March 7 @ 10:30 am - 11:30 am MST

Exploiting Incrementality in Data-Flow Analysis to Reason About Weakly-Relational Abstract Domains

Presenter: Kenny Ballou
Computing PhD Student, Computer Science emphasis

Location: In person in CCP 259 or register to attend via Zoom

Abstract: Developing correct, defect-free software for safety-critical systems is an important goal of software engineering. Verification techniques like testing and code review are adequate for certain software domains. However, they are insufficient for safety-critical software systems because these techniques cannot prove the absence of bugs for all possible execution traces. Static program analysis, on the other hand, reasons about all possible execution traces, hence, it can prove the absence of bugs. For many safety-critical systems, correctness requires the absence of numerical errors. However, verifying these numerical invariants can require expensive and complex numerical abstract domains.

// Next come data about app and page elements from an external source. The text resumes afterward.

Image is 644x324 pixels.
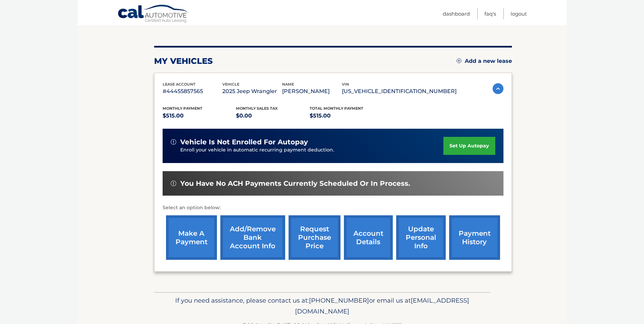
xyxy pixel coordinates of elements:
[180,146,443,154] p: Enroll your vehicle in automatic recurring payment deduction.
[180,180,410,188] span: You have no ACH payments currently scheduled or in process.
[492,83,503,94] img: accordion-active.svg
[282,82,294,87] span: name
[118,4,189,24] a: Cal Automotive
[456,58,512,64] a: Add a new lease
[510,8,526,20] a: Logout
[162,106,203,111] span: Monthly Payment
[171,139,176,144] img: alert-white.svg
[222,87,282,96] p: 2025 Jeep Wrangler
[342,82,349,87] span: vin
[162,204,503,212] p: Select an option below:
[154,56,213,66] h2: my vehicles
[236,111,309,120] p: $0.00
[442,8,470,20] a: Dashboard
[289,216,340,260] a: request purchase price
[162,111,236,120] p: $515.00
[222,82,240,87] span: vehicle
[343,216,392,260] a: account details
[220,216,285,260] a: Add/Remove bank account info
[236,106,277,111] span: Monthly sales Tax
[171,180,176,186] img: alert-white.svg
[309,106,363,111] span: Total Monthly Payment
[162,87,222,96] p: #44455857565
[484,8,495,20] a: FAQ's
[396,216,446,260] a: update personal info
[456,58,461,63] img: add.svg
[180,138,307,146] span: vehicle is not enrolled for autopay
[443,137,495,155] a: set up autopay
[309,296,369,304] span: [PHONE_NUMBER]
[166,216,216,260] a: make a payment
[309,111,383,120] p: $515.00
[159,295,485,317] p: If you need assistance, please contact us at: or email us at
[342,87,456,96] p: [US_VEHICLE_IDENTIFICATION_NUMBER]
[162,82,196,87] span: lease account
[449,216,500,260] a: payment history
[282,87,342,96] p: [PERSON_NAME]
[295,296,469,315] span: [EMAIL_ADDRESS][DOMAIN_NAME]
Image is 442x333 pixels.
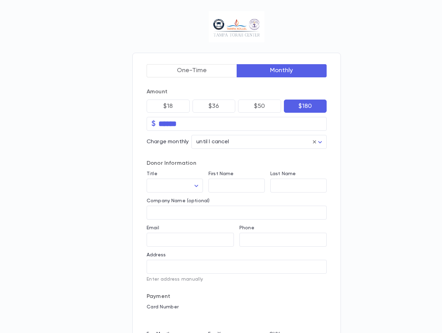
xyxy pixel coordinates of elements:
button: $50 [238,100,281,113]
div: until I cancel [191,135,326,149]
label: Address [146,252,166,258]
button: One-Time [146,64,237,77]
label: First Name [208,171,233,177]
p: $ [151,120,156,127]
div: ​ [146,179,203,193]
button: $36 [192,100,235,113]
p: $50 [254,103,265,110]
p: $36 [208,103,219,110]
p: Payment [146,293,326,300]
p: $18 [163,103,173,110]
button: Monthly [236,64,327,77]
span: until I cancel [196,139,229,145]
p: Charge monthly [146,139,188,145]
p: $180 [298,103,311,110]
label: Phone [239,225,254,231]
p: Amount [146,89,326,95]
img: Logo [209,11,264,42]
label: Last Name [270,171,295,177]
label: Email [146,225,159,231]
label: Title [146,171,157,177]
label: Company Name (optional) [146,198,209,204]
button: $18 [146,100,190,113]
iframe: card [146,312,326,326]
p: Card Number [146,304,326,310]
p: Enter address manually [146,277,326,282]
p: Donor Information [146,160,326,167]
button: $180 [284,100,327,113]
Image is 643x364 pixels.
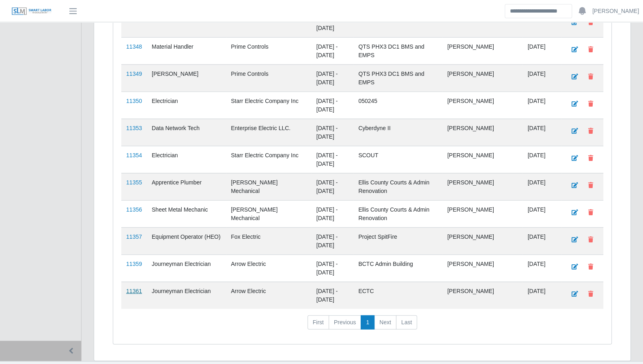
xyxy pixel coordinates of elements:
[522,227,562,255] td: [DATE]
[312,37,354,65] td: [DATE] - [DATE]
[126,98,142,104] a: 11350
[443,10,523,37] td: [PERSON_NAME]
[522,200,562,227] td: [DATE]
[312,227,354,255] td: [DATE] - [DATE]
[147,227,226,255] td: Equipment Operator (HEO)
[226,10,312,37] td: DP Electric Inc
[522,255,562,281] td: [DATE]
[312,146,354,173] td: [DATE] - [DATE]
[147,173,226,200] td: Apprentice Plumber
[126,152,142,158] a: 11354
[226,65,312,91] td: Prime Controls
[126,71,142,77] a: 11349
[147,281,226,309] td: Journeyman Electrician
[312,91,354,119] td: [DATE] - [DATE]
[147,255,226,281] td: Journeyman Electrician
[353,65,442,91] td: QTS PHX3 DC1 BMS and EMPS
[353,10,442,37] td: PHX03DC14
[147,65,226,91] td: [PERSON_NAME]
[121,315,603,336] nav: pagination
[361,315,374,330] a: 1
[504,4,572,18] input: Search
[592,7,639,16] a: [PERSON_NAME]
[443,281,523,309] td: [PERSON_NAME]
[443,37,523,65] td: [PERSON_NAME]
[522,119,562,146] td: [DATE]
[522,37,562,65] td: [DATE]
[353,255,442,281] td: BCTC Admin Building
[522,146,562,173] td: [DATE]
[443,227,523,255] td: [PERSON_NAME]
[522,91,562,119] td: [DATE]
[126,125,142,131] a: 11353
[522,65,562,91] td: [DATE]
[226,281,312,309] td: Arrow Electric
[126,16,142,23] a: 11320
[312,200,354,227] td: [DATE] - [DATE]
[353,200,442,227] td: Ellis County Courts & Admin Renovation
[353,227,442,255] td: Project SpitFire
[147,146,226,173] td: Electrician
[312,10,354,37] td: [DATE] - [DATE]
[226,173,312,200] td: [PERSON_NAME] Mechanical
[147,91,226,119] td: Electrician
[312,255,354,281] td: [DATE] - [DATE]
[226,255,312,281] td: Arrow Electric
[353,119,442,146] td: Cyberdyne II
[11,7,52,16] img: SLM Logo
[312,65,354,91] td: [DATE] - [DATE]
[147,10,226,37] td: Journeyman Electrician
[126,179,142,186] a: 11355
[147,119,226,146] td: Data Network Tech
[443,91,523,119] td: [PERSON_NAME]
[226,227,312,255] td: Fox Electric
[126,43,142,50] a: 11348
[126,234,142,240] a: 11357
[353,37,442,65] td: QTS PHX3 DC1 BMS and EMPS
[147,200,226,227] td: Sheet Metal Mechanic
[443,65,523,91] td: [PERSON_NAME]
[522,10,562,37] td: [DATE]
[226,119,312,146] td: Enterprise Electric LLC.
[226,37,312,65] td: Prime Controls
[443,173,523,200] td: [PERSON_NAME]
[312,119,354,146] td: [DATE] - [DATE]
[353,91,442,119] td: 050245
[353,173,442,200] td: Ellis County Courts & Admin Renovation
[312,173,354,200] td: [DATE] - [DATE]
[147,37,226,65] td: Material Handler
[522,173,562,200] td: [DATE]
[126,288,142,294] a: 11361
[443,255,523,281] td: [PERSON_NAME]
[126,206,142,212] a: 11356
[443,200,523,227] td: [PERSON_NAME]
[443,119,523,146] td: [PERSON_NAME]
[353,146,442,173] td: SCOUT
[126,260,142,267] a: 11359
[522,281,562,309] td: [DATE]
[226,200,312,227] td: [PERSON_NAME] Mechanical
[312,281,354,309] td: [DATE] - [DATE]
[226,146,312,173] td: Starr Electric Company Inc
[443,146,523,173] td: [PERSON_NAME]
[353,281,442,309] td: ECTC
[226,91,312,119] td: Starr Electric Company Inc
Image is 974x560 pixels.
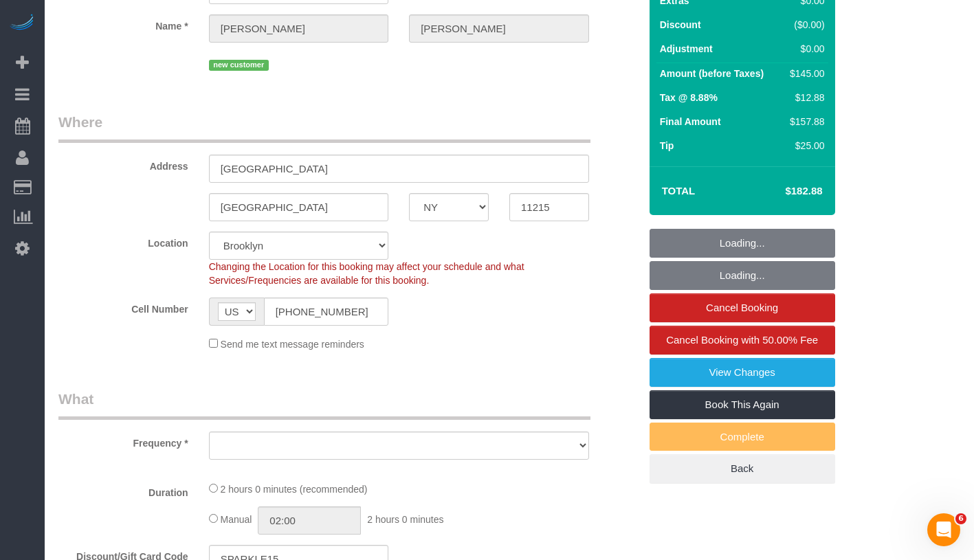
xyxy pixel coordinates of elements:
label: Tax @ 8.88% [660,91,718,104]
span: 2 hours 0 minutes [367,514,444,525]
input: First Name [209,15,389,43]
span: Cancel Booking with 50.00% Fee [666,333,818,345]
label: Adjustment [660,42,713,56]
a: View Changes [649,358,835,387]
div: $12.88 [784,91,824,104]
strong: Total [662,185,696,196]
div: $157.88 [784,115,824,129]
label: Name * [48,15,199,33]
label: Frequency * [48,431,199,450]
div: $145.00 [784,66,824,80]
div: $25.00 [784,138,824,152]
label: Discount [660,18,701,31]
a: Back [649,454,835,483]
span: Manual [220,514,253,525]
span: 6 [956,513,966,524]
label: Amount (before Taxes) [660,66,764,80]
span: Changing the Location for this booking may affect your schedule and what Services/Frequencies are... [209,261,525,286]
label: Cell Number [48,297,199,316]
span: 2 hours 0 minutes (recommended) [220,484,368,494]
legend: Where [59,112,591,143]
a: Cancel Booking [649,294,835,322]
input: Last Name [409,15,589,43]
label: Location [48,231,199,250]
input: Cell Number [264,297,389,326]
label: Tip [660,138,675,152]
span: new customer [209,59,269,71]
a: Book This Again [649,390,835,419]
label: Duration [48,481,199,499]
h4: $182.88 [744,185,822,197]
label: Final Amount [660,115,721,129]
input: Zip Code [509,193,589,221]
img: Automaid Logo [8,14,36,33]
div: ($0.00) [784,18,824,31]
div: $0.00 [784,42,824,56]
iframe: Intercom live chat [927,513,961,546]
a: Cancel Booking with 50.00% Fee [649,326,835,354]
span: Send me text message reminders [220,338,365,350]
label: Address [48,155,199,173]
legend: What [59,389,591,419]
input: City [209,193,389,221]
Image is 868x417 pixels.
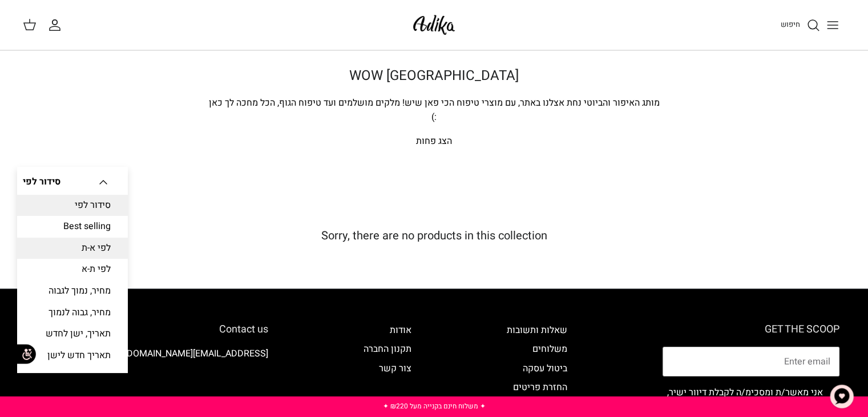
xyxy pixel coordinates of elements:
a: צור קשר [379,361,412,375]
button: Toggle menu [820,13,845,38]
a: משלוחים [533,342,567,356]
a: תאריך, ישן לחדש [17,323,128,345]
img: Adika IL [237,379,268,393]
span: סידור לפי [23,175,60,189]
a: סידור לפי [17,195,128,217]
h5: Sorry, there are no products in this collection [23,229,845,242]
a: חיפוש [781,18,820,32]
a: לפי ת-א [17,259,128,280]
p: הצג פחות [35,134,834,149]
h1: WOW [GEOGRAPHIC_DATA] [35,68,834,85]
div: מותג האיפור והביוטי נחת אצלנו באתר, עם מוצרי טיפוח הכי פאן שיש! מלקים מושלמים ועד טיפוח הגוף, הכל... [206,96,662,125]
img: accessibility_icon02.svg [9,338,40,369]
a: תקנון החברה [363,342,412,356]
h6: Contact us [29,323,268,336]
img: Adika IL [410,11,458,38]
button: סידור לפי [23,169,111,195]
input: Email [662,346,840,376]
h6: GET THE SCOOP [662,323,840,336]
span: חיפוש [781,19,800,29]
a: ✦ משלוח חינם בקנייה מעל ₪220 ✦ [382,401,485,411]
button: צ'אט [825,379,859,413]
a: מחיר, גבוה לנמוך [17,302,128,323]
a: [EMAIL_ADDRESS][DOMAIN_NAME] [125,346,268,360]
a: אודות [390,323,412,337]
a: לפי א-ת [17,237,128,259]
a: החזרת פריטים [513,380,567,394]
a: תאריך חדש לישן [17,345,128,366]
a: מחיר, נמוך לגבוה [17,280,128,302]
a: שאלות ותשובות [507,323,567,337]
a: החשבון שלי [48,18,66,32]
a: Best selling [17,216,128,237]
a: ביטול עסקה [523,361,567,375]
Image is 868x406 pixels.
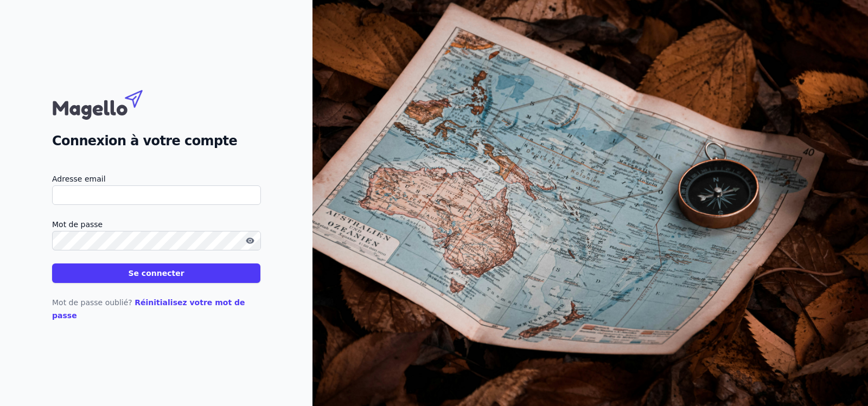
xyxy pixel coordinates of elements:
[52,172,260,186] label: Adresse email
[52,218,260,231] label: Mot de passe
[52,85,166,122] img: Magello
[52,299,245,320] a: Réinitialisez votre mot de passe
[52,264,260,283] button: Se connecter
[52,296,260,322] p: Mot de passe oublié?
[52,131,260,151] h2: Connexion à votre compte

Work on improving the efficiency and efficacy of weakly-relational abstract domains is presented. Specifically, work on improving efficiency of transitive closures is presented for the Zones domain, which demonstrated significant improvements to runtime of analyses. Additionally, work for incrementally identifying minimal changed variables within a Zone abstract domain is presented. Furthermore, using the minimal changed variables, a minimal union algorithm for generally comparing weakly-relational abstract domains is presented.

The presentation concludes with a preview of current work extending the presented work to the Octagons weakly-relational abstract domain, as well, as previews for longer term research building from the presented works.